La construcción de tesauros académicosun modelo general y un método inductivo con aplicación al "e-learning"

  1. Fernández-Pampillón Cesteros, Ana
Dirigée par:
  1. M. Covadonga López Alonso Directrice
  2. Alfredo Fernández-Valmayor Crespo Directeur

Université de défendre: Universidad Complutense de Madrid

Fecha de defensa: 20 janvier 2010

Jury:
  1. Fernando A. Lázaro Mora President
  2. María del Carmen Fernández Chamizo Secrétaire
  3. Juan Manuel Cigarrán Recuero Rapporteur
  4. Ángel López García Rapporteur
  5. Miguel Angel Esparza Torres Rapporteur

Type: Thèses

Résumé

This work can be considered as a contribution, within Computational Linguistics, to Educational Technology, specifically to e-learning. The aim is to facilitate the construction of academic thesauri for electronic exploitation. These thesauri are, therefore, to be understood as linguistic systems for the expression and organization of a domain's knowledge.

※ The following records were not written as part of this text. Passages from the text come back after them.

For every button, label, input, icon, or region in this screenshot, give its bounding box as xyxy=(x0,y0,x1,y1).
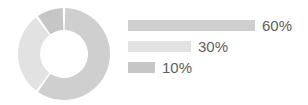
legend: 60% 30% 10% xyxy=(128,15,308,95)
donut-chart xyxy=(17,7,111,101)
legend-bar-10 xyxy=(128,62,155,73)
legend-bar-60 xyxy=(128,20,255,31)
donut-slice-30[interactable] xyxy=(18,18,49,91)
legend-label-10: 10% xyxy=(162,60,192,75)
legend-label-60: 60% xyxy=(262,18,292,33)
legend-bar-30 xyxy=(128,41,191,52)
legend-row[interactable]: 10% xyxy=(128,57,308,78)
chart-figure: 60% 30% 10% xyxy=(0,0,308,105)
legend-row[interactable]: 60% xyxy=(128,15,308,36)
legend-row[interactable]: 30% xyxy=(128,36,308,57)
donut-slice-group xyxy=(18,8,110,100)
legend-label-30: 30% xyxy=(198,39,228,54)
donut-chart-svg xyxy=(17,7,111,101)
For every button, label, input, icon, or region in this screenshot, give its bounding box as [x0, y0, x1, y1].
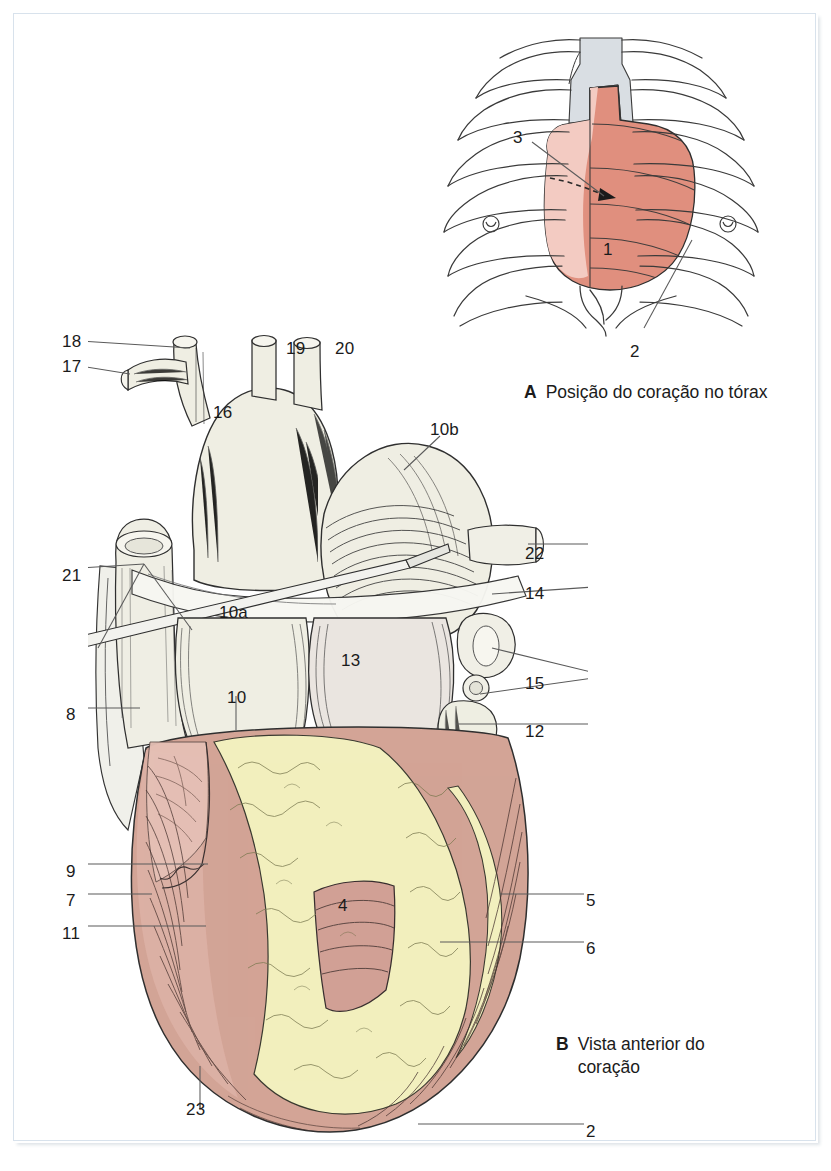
figure-b-label-10: 10	[227, 689, 246, 706]
figure-b-caption: BVista anterior docoração	[556, 1033, 776, 1079]
figure-b-caption-text: Vista anterior docoração	[578, 1033, 705, 1079]
figure-a-label-3: 3	[513, 129, 523, 146]
heart-body	[131, 727, 528, 1134]
figure-b-label-9: 9	[66, 863, 76, 880]
nipple-marker-left	[483, 216, 499, 232]
figure-b-label-10a: 10a	[219, 604, 248, 621]
figure-b-label-4: 4	[338, 897, 348, 914]
figure-a-label-1: 1	[603, 241, 613, 258]
figure-b-label-22: 22	[525, 545, 544, 562]
figure-b-caption-line2: coração	[578, 1057, 640, 1077]
right-pulmonary-veins	[457, 614, 515, 701]
figure-b-caption-letter: B	[556, 1034, 569, 1054]
figure-b-label-7: 7	[66, 892, 76, 909]
figure-b-label-8: 8	[66, 706, 76, 723]
figure-b-label-14: 14	[525, 585, 544, 602]
figure-a-thorax	[440, 28, 800, 358]
figure-b-label-2: 2	[586, 1123, 596, 1140]
figure-b-label-15: 15	[525, 675, 544, 692]
figure-b-label-16: 16	[213, 404, 232, 421]
figure-b-label-19: 19	[286, 340, 305, 357]
figure-b-label-6: 6	[586, 940, 596, 957]
figure-b-label-23: 23	[186, 1101, 205, 1118]
figure-b-label-17: 17	[62, 358, 81, 375]
figure-b-label-20: 20	[335, 340, 354, 357]
figure-b-label-21: 21	[62, 567, 81, 584]
nipple-marker-right	[720, 216, 736, 232]
figure-b-label-5: 5	[586, 892, 596, 909]
figure-b-caption-line1: Vista anterior do	[578, 1034, 705, 1054]
figure-b-label-13: 13	[341, 652, 360, 669]
figure-b-label-10b: 10b	[430, 421, 459, 438]
figure-a-label-2: 2	[630, 343, 640, 360]
figure-b-heart	[88, 318, 588, 1148]
figure-b-label-18: 18	[62, 333, 81, 350]
figure-b-label-12: 12	[525, 723, 544, 740]
figure-b-label-11: 11	[62, 925, 80, 942]
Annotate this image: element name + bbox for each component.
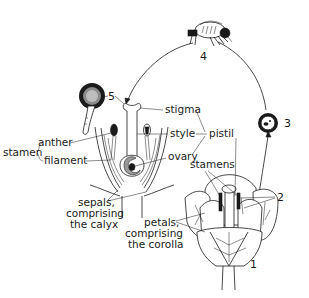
pollination-diagram: 4 3 5 — [0, 0, 309, 298]
step-5-number: 5 — [108, 90, 115, 103]
bee-illustration — [188, 21, 232, 46]
label-stamens: stamens — [190, 158, 235, 170]
step-3-number: 3 — [284, 117, 291, 130]
label-stamen: stamen — [3, 146, 42, 158]
cycle-arrows — [125, 42, 271, 200]
step-4-number: 4 — [200, 50, 207, 63]
flower-exterior — [185, 175, 278, 290]
label-style: style — [170, 127, 195, 139]
label-stigma: stigma — [165, 103, 201, 115]
pollen-grain-3 — [258, 113, 278, 133]
label-pistil: pistil — [209, 127, 234, 139]
label-sepals-line3: the calyx — [70, 218, 118, 230]
step-2-number: 2 — [277, 191, 284, 204]
step-1-number: 1 — [250, 258, 257, 271]
label-anther: anther — [38, 136, 73, 148]
label-petals-line3: the corolla — [128, 238, 184, 250]
label-filament: filament — [44, 154, 87, 166]
germinating-pollen-5 — [79, 83, 105, 134]
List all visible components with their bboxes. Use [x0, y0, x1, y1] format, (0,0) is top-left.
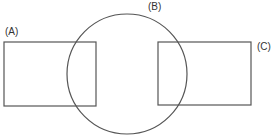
label-c: (C) [257, 42, 271, 52]
rectangle-a [4, 42, 96, 106]
label-a: (A) [5, 27, 18, 37]
circle-b [67, 14, 187, 134]
rectangle-c [158, 42, 251, 105]
diagram-canvas [0, 0, 272, 137]
label-b: (B) [148, 2, 161, 12]
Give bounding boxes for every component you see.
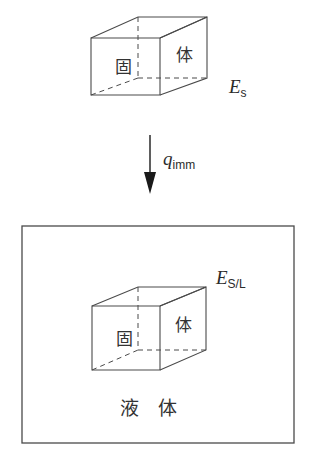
bottom-cube-solid-character: 固: [116, 329, 133, 349]
immersed-solid-cube: 固 体: [92, 287, 206, 370]
bottom-energy-subscript: S/L: [228, 277, 246, 291]
bottom-cube-hidden-diagonal-edge: [92, 350, 138, 370]
top-solid-cube: 固 体: [91, 17, 207, 95]
top-energy-subscript: s: [241, 86, 247, 100]
top-cube-top-face: [91, 17, 207, 38]
arrow-label: qimm: [163, 148, 195, 172]
top-cube-body-character: 体: [176, 45, 193, 65]
top-cube-hidden-diagonal-edge: [91, 78, 138, 95]
bottom-cube-body-character: 体: [175, 315, 192, 335]
bottom-energy-label: ES/L: [215, 267, 246, 291]
svg-text:Es: Es: [228, 76, 247, 100]
top-energy-symbol: E: [228, 76, 241, 97]
liquid-container: ES/L 固 体 液 体: [22, 226, 294, 443]
immersion-energy-diagram: 固 体 Es qimm ES/L 固 体: [0, 0, 315, 464]
top-energy-label: Es: [228, 76, 247, 100]
arrow-subscript: imm: [173, 158, 196, 172]
arrow-head-icon: [144, 172, 156, 194]
bottom-energy-symbol: E: [215, 267, 228, 288]
arrow-symbol: q: [163, 148, 173, 169]
liquid-label: 液 体: [120, 397, 177, 419]
immersion-arrow: qimm: [144, 135, 195, 194]
top-cube-solid-character: 固: [115, 57, 132, 77]
bottom-cube-top-face: [92, 287, 206, 306]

They use the same terms and semantic relations as the language found in materials or series of teaching and research resources created by and for academic activity, always within the realm of electronic teaching and learning. The aim of these thesauri is to i) help the teacher organize didactic – as well as research – materials conceptually, thus facilitating the localization, selection and use thereof; and ii) help the student understand and learn concepts and use, accurately, the language specific to the discipline or field of knowledge covered by the thesaurus. Our proposal is a dynamic formal model which represents, by means of relational structures, the highly intertwined and changeable contents of thesauri. It gives support to an incremental and inductive construction method which generates thesauri as part of the creation process of teaching and research materials and which replicates the way authors organize and describe those materials. The HL model and method provides the foundation for the creation of general computer applications which may help teachers, researchers and students automatically build, visualize and update their thesauri for academic exploitation.